Freak rainfall caused by global warming. Sixty thousand dead in the Syrian civil war. Open warfare over the welfare state. Teens sleeping in cardboard boxes. The return of rickets and tuberculosis. If you wanted to mount a protest in 2013, there is no shortage of causes to get you painting placards.
In Crouch End, an affluent enclave of north London, the locals are up in arms, not over cuts to disability benefits or rape in India, but because of a coffee shop. The owners have courageously opened its doors next to Starbucks on The Broadway. The casus belli is not the price of macchiato or lemon drizzle cake, but the fact that Harris & Hoole is part-owned by Tesco.
Some of the locals are deeply unhappy that a supermarket is behind a popular coffee shop, with its stripped pine and Tanzanian blends. The main complaint seems to be that Harris & Hoole looks too much like an independent coffee house, and not enough like a Tescos. And it’s not just Crouch End. It’s Whitstable too, the north Kent coastal town where people from Crouch End go for weekends in their holiday homes. Soon protests will be erupted across the places in England where families have three cars, two holidays and private education.
It’s easy to dismiss this as yet another example of rich people getting upset over things that don’t matter to the rest of us. You can ignore the warblings of people who wear Hunter wellies and drive Range Rovers around Hampstead: people like Miranda’s mother standing on a political platform of banning tracksuits from Waitrose, and mandatory prison sentences for people with tattoos.
But there’s also a deeper issue of colossal snobbery here. People sneer at Tesco because it’s where people on a budget get their food. Tesco is guilty of the terrible crime of providing what people want, at a price they can afford. And as USDAW will tell you, it also provides thousands of unionised jobs in some the towns and cities that need them the most.
In the town where I grew up, Gerrards Cross, hundreds came to protest meetings when Tesco proposed a new store in the high street. People who had voted for Tory MPs Ronald Bell (the Monday Club member who believed in forced repatriation) and Tim Smith (who took cash for questions from al-Fayed), who had never stirred against apartheid or famine in Ethiopia, took to the streets to stop Tesco. Tesco built their supermarket, and it’s packed out every day. Yes, the local traders have been affected. They’ve had to open for longer hours, extend the range of their goods, and be nicer to their customers. The overpriced fishmongers has closed. In the 1970s, the independent traders in Gerrards Cross, along with most other towns in the UK, closed for lunch, and had a half-day off on Tuesdays. They were monopoly suppliers, and the customers could take it or leave it. The supermarket revolution ended all that, and thank heavens.

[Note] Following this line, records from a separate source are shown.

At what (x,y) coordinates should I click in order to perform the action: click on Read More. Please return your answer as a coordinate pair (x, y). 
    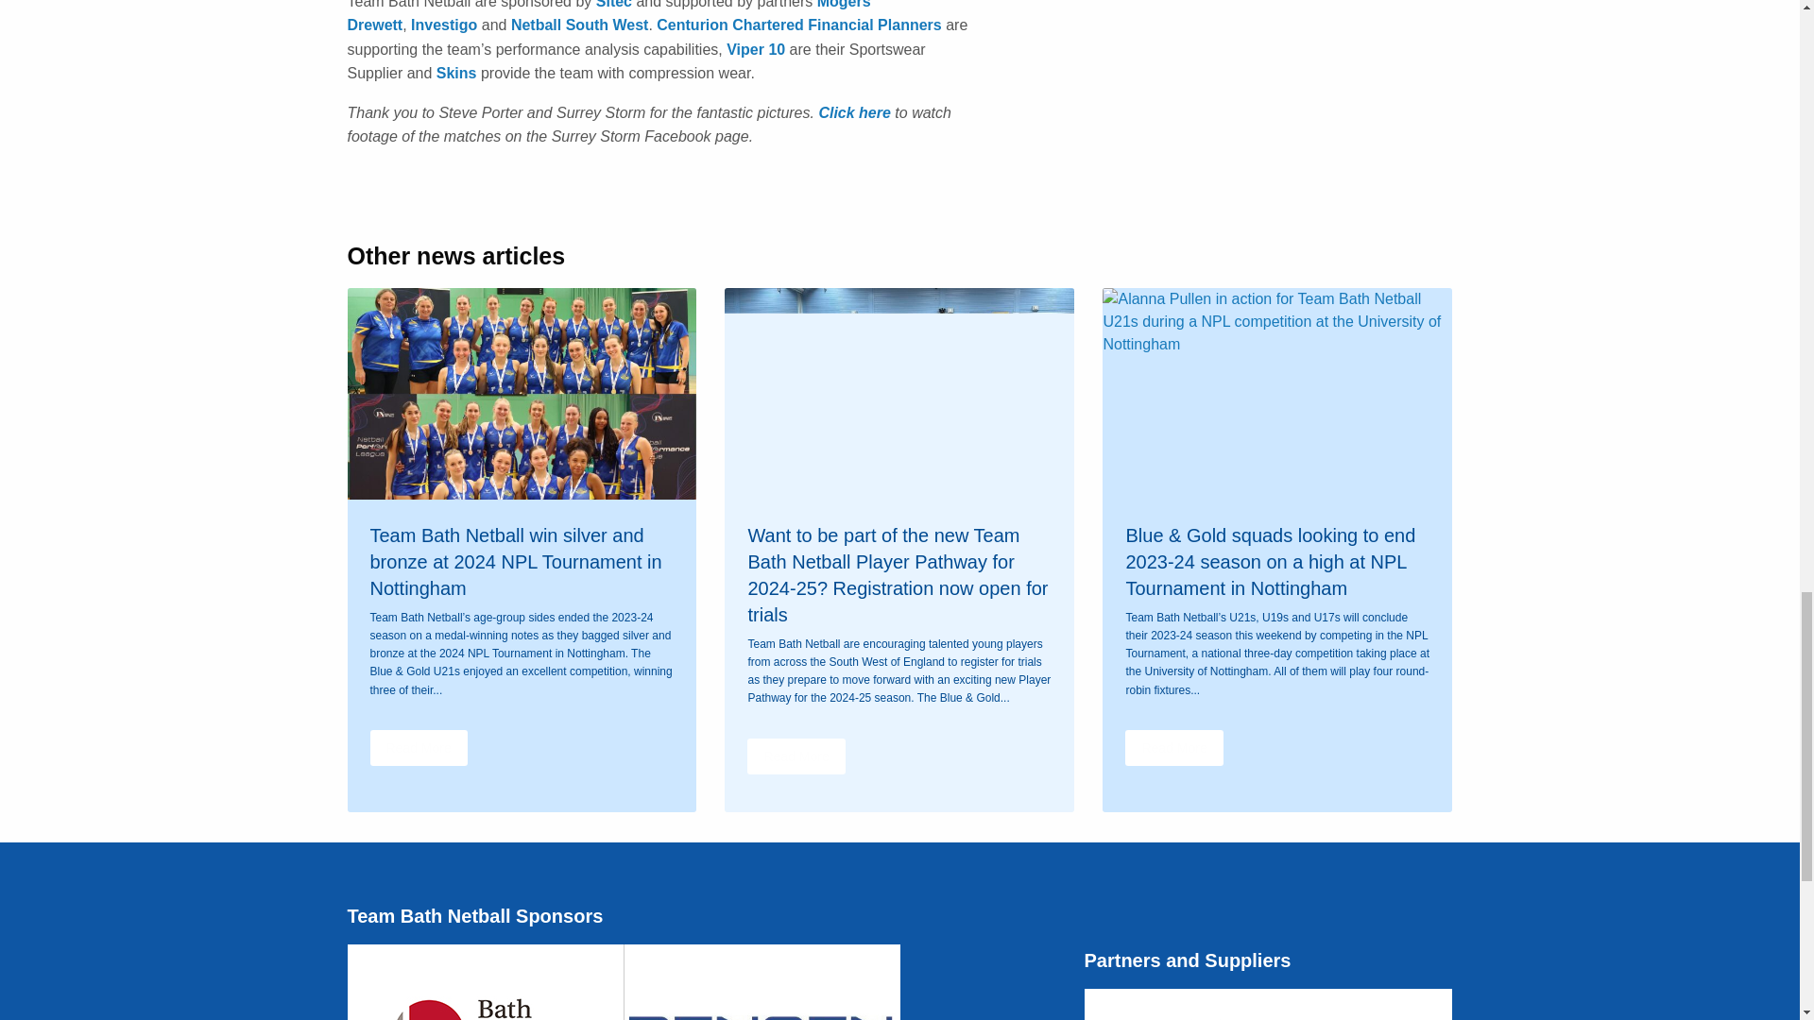
    Looking at the image, I should click on (419, 748).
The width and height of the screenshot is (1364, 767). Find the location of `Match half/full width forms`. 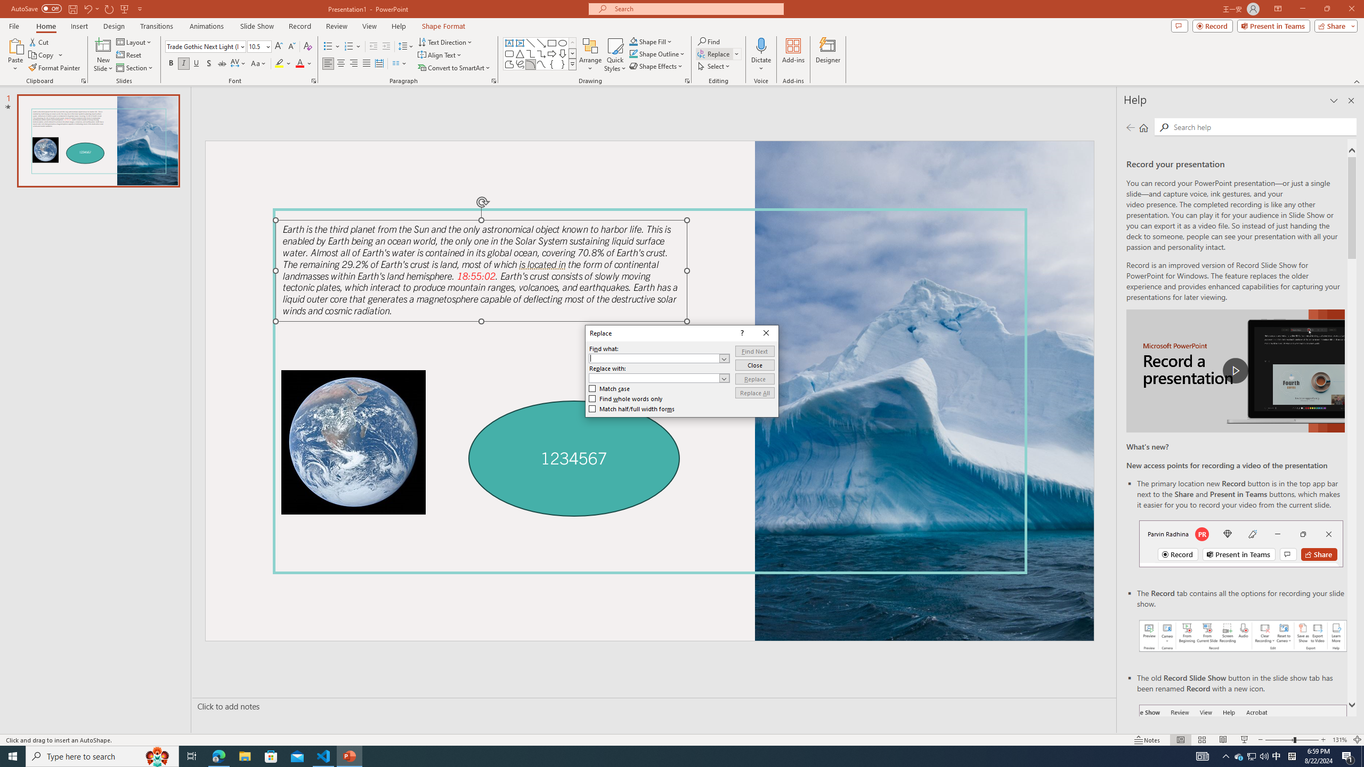

Match half/full width forms is located at coordinates (632, 409).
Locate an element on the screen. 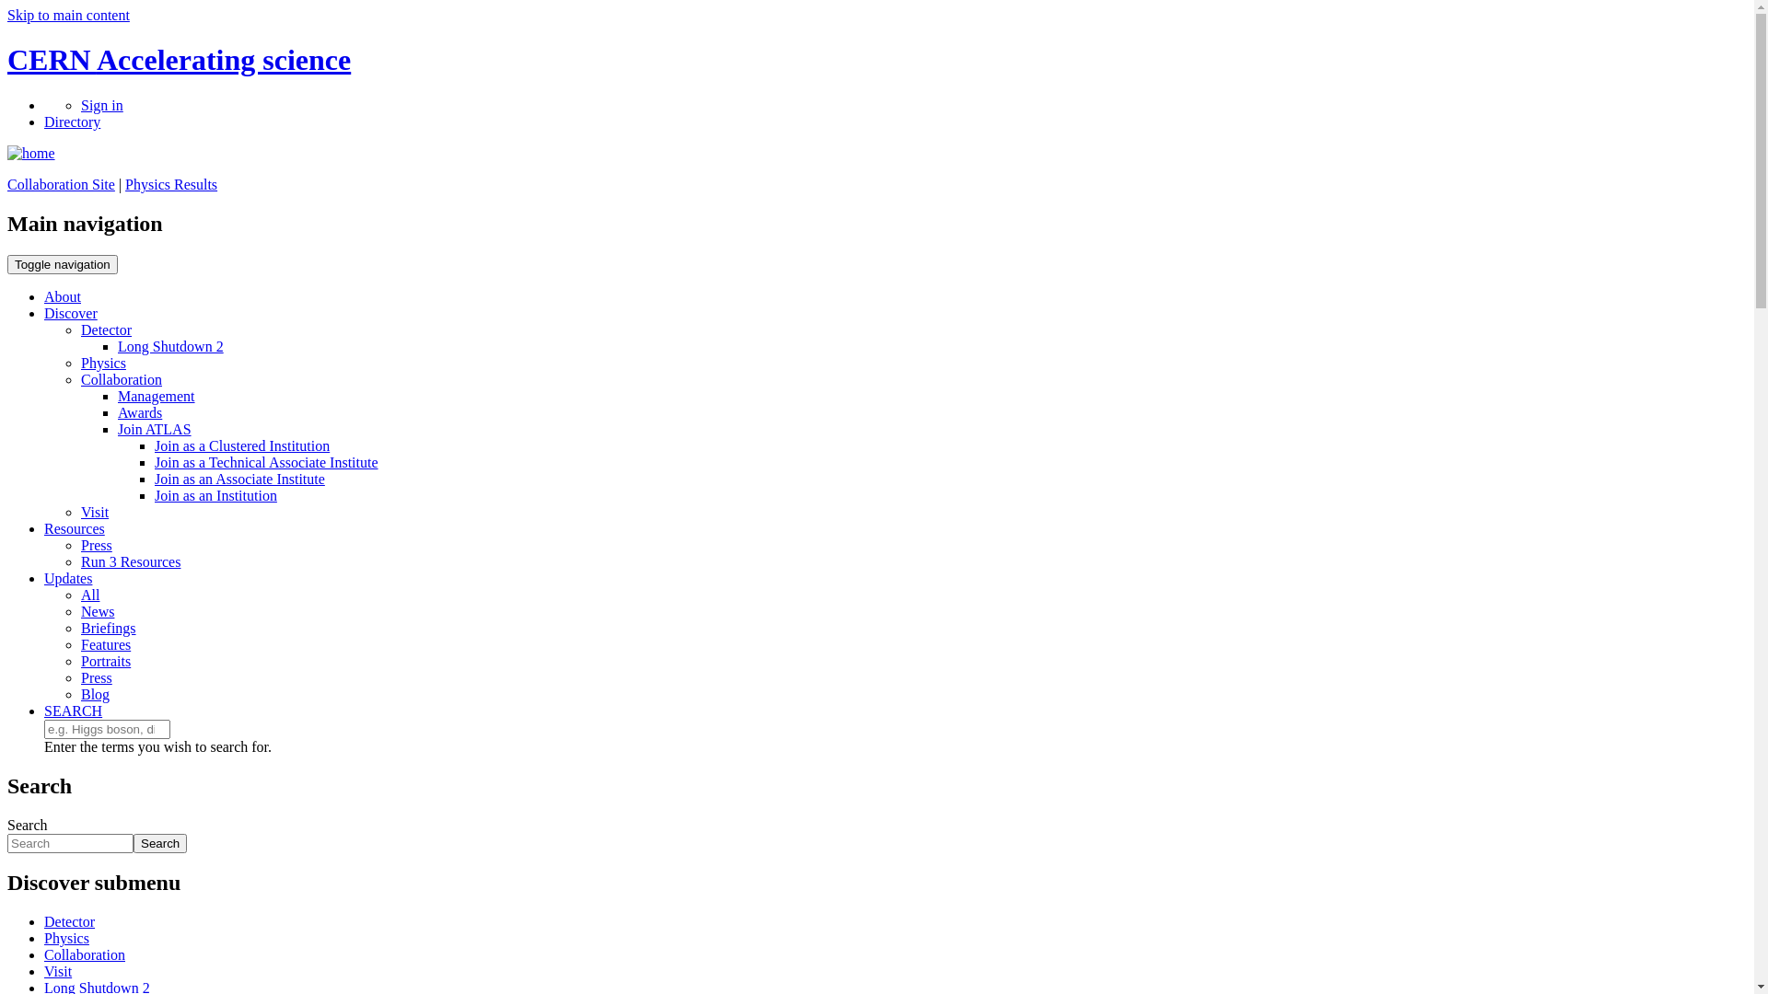 This screenshot has width=1768, height=994. Detector is located at coordinates (70, 923).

Of course there should be a blend on the high street of quirky independents and big chains. I like independent grocers, butchers, bookshops and coffee houses. And of course Starbucks should pay its taxes. But the way a market works is that if you don’t give people what they actually want to buy, then you’ll go out of business. Unless the fine folk of Crouch End establish a Soviet, and take themselves out of the capitalist economy which has served them pretty well judging by their houses, clothes and cars, they should shut up.